Alexis de Tocqueville • Democracy in America, Volume I and II (Optimized for Kindle)
As Arthur Schlesinger Jr. was to write: The Founding Fathers appear to have envisaged the treaty-making process as a genuine exercise in concurrent authority, in which the President and Senate would collaborate at all stages.… One third plus one of the senators … retained the power of life and death over the treaties.
Robert A. Caro • Master of the Senate: The Years of Lyndon Johnson III
AND FOR MANY YEARS the Senate made use of its great powers. It created much of the federal Judiciary—the Constitution established only the Supreme Court; it was left to Congress to “constitute tribunals inferior,” and it was a three-man Senate committee that wrote the Judiciary Act of 1789, an Act that has been called “almost an appendage to the Co
... See moreRobert A. Caro • Master of the Senate: The Years of Lyndon Johnson III
it was not until 1913 that one of the caucus chairmen, Democrat John Worth Kern of Indiana, was generally referred to as a “Majority Leader,” although, as Floyd M. Riddick, the longtime Senate Parliamentarian, puts it, Kern still lacked “any official party designation other than caucus chairman.”
Robert A. Caro • Master of the Senate: The Years of Lyndon Johnson III
Johnson accomplished this transformation not by the pronouncement or fiat or order that is the method of executive initiative, but out of the very nature and fabric of the legislative process itself. He was not only the youngest but the greatest Senate Leader in America’s history. His colleagues called him Leader.

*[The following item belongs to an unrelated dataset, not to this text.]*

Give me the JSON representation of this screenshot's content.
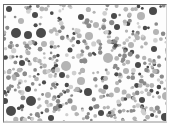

Robert A. Caro • Master of the Senate: The Years of Lyndon Johnson III
Antonin Scalia, the Supreme Court’s arch antigay justice, had posed a sarcastic question in his dissenting opinion in Lawrence v. Texas: If sodomy laws are overturned, “what justification could there possibly be for denying homosexuals the benefit of marriage?”48 None, was the implication. He’d been prescient.
Lillian Faderman • The Gay Revolution: The Story of the Struggle
“Justice, ’tho it may be an inconvenient restraint on our power, while we are strong, is the only rampart behind which we can find protection when we become weak,”
Robert A. Caro • Master of the Senate: The Years of Lyndon Johnson III
For my own part, I had rather submit the decision of a case to ignorant jurors directed by a skilful judge than to judges a majority of whom are imperfectly acquainted with jurisprudence and with the laws.]